A LAST-ditch attempt to save the DLI Museum from closure failed as the North-East’s biggest council backed a budget containing £37m of cuts and a 3.99 per cent tax hike.

The Conservative group on Durham County Council suggested axing the council’s Durham County News magazine and centralising back office functions in order to give the Durham Light Infantry Museum, which is due to close on April 1, a one-year reprieve, as well as cutting parking charges and spending more on cleaning gullies to prevent flooding.

Tory leader Richard Bell demanded the DLI Trustees, who own the regiment’s treasures, “pull their collective finger out” and find a future for the Durham City museum, suggesting The Green Howards Museum in Richmond, North Yorkshire, could provide a model.

However, the ruling Labour group voted down the motion, with cabinet member Neil Foster saying the DLI museum was no longer fit for purpose and its annual attendance of 39,000 was very low.

The council says the museum is heavily subsidised and the DLI collection has outgrown it.

The Labour cabinet voted to close the museum last October, with the collection moving to a specialist facility in Spennymoor and long-term and temporary exhibitions being staged, including at Palace Green Library.

The Save the DLI Museum group is trying to raise £300,000 to keep it open.

The council agreed a 2016-17 budget including £37m of cuts, the highest since 2011, and a 3.99 per cent council tax rise, which includes two per cent to fund adult social care.

Another 400 jobs will be lost, on top of 1,950 axed since 2010, and £13.5m of reserves will be used by March 2018, but there will be a £135m capital spending programme to boost the economy.

The council will have cut more than £370m from its pre-austerity budget by 2020 and Labour figures are furious Tory shires were the big winners when the Government announced the latest funding settlement.

Cllr Simon Henig, the council’s Labour leader, said: “It’s a budget that despite a further £37m of enforced savings remains in line with our priorities, a budget that protects frontline services as best we can, a budget that protects people in County Durham and the services they consistently tell us are a priority for them.”

The Liberal Democrats proposed raising council tax by just two per cent and covering the shortfall from council reserves, but this was defeated.

Independent John Shuttleworth asked for an extra £1m for roads, paid for by reducing the risk budget and policy and communications work and stopping County Durham News. Again, this was defeated.

The main opposition group, the Durham Independents, did not put forward any budget proposals.

The 3.99 per cent tax rise will generate £7.1m, costing £1.02 a week extra for Band D householders and 68p a week more for Band A householders, the majority of council taxpayers in County Durham.

County Durham householders also face paying 1.98 per cent more for Durham Police and 1.9 per cent more for County Durham Fire and Rescue Service.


* EXERCISE *
Find the line that contains "What do you see at coordinates (683, 260)". Restate it and each following line exactly, through the end of the records.

* THE DATA *
○ ○ ○ ○ ○
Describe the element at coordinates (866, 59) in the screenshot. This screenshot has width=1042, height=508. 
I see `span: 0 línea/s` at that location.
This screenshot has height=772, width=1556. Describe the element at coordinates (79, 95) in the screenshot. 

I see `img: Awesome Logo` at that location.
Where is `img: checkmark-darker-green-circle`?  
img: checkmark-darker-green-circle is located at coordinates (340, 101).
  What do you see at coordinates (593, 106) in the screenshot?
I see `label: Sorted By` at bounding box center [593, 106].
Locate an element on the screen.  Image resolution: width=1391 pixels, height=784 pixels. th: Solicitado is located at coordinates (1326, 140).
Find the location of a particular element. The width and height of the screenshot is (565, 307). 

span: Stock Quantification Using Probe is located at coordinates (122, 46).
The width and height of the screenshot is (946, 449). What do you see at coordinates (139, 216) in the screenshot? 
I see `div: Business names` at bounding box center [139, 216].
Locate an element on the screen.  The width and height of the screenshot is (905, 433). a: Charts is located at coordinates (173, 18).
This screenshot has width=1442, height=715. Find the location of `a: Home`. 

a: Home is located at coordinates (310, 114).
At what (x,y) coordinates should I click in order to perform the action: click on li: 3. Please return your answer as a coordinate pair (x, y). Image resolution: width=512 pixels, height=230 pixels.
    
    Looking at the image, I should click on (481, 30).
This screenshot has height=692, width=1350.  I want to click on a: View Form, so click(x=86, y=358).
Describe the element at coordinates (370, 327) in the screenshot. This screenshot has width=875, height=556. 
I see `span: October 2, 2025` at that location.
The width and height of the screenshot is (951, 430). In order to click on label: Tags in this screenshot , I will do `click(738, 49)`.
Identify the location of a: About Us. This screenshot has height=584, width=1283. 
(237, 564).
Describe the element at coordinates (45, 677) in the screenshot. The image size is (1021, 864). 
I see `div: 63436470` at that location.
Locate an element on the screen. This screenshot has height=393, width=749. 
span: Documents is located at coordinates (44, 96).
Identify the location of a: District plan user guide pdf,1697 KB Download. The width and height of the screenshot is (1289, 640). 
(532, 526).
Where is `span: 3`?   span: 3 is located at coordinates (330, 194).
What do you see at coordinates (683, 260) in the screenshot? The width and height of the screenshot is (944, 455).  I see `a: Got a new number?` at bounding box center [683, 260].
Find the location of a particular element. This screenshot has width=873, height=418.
○ ○ ○ ○ ○
* RESULT FOR THIS EXERCISE *
What do you see at coordinates (683, 260) in the screenshot? The width and height of the screenshot is (944, 455).  I see `a: Got a new number?` at bounding box center [683, 260].
Find the location of a particular element. This screenshot has width=873, height=418.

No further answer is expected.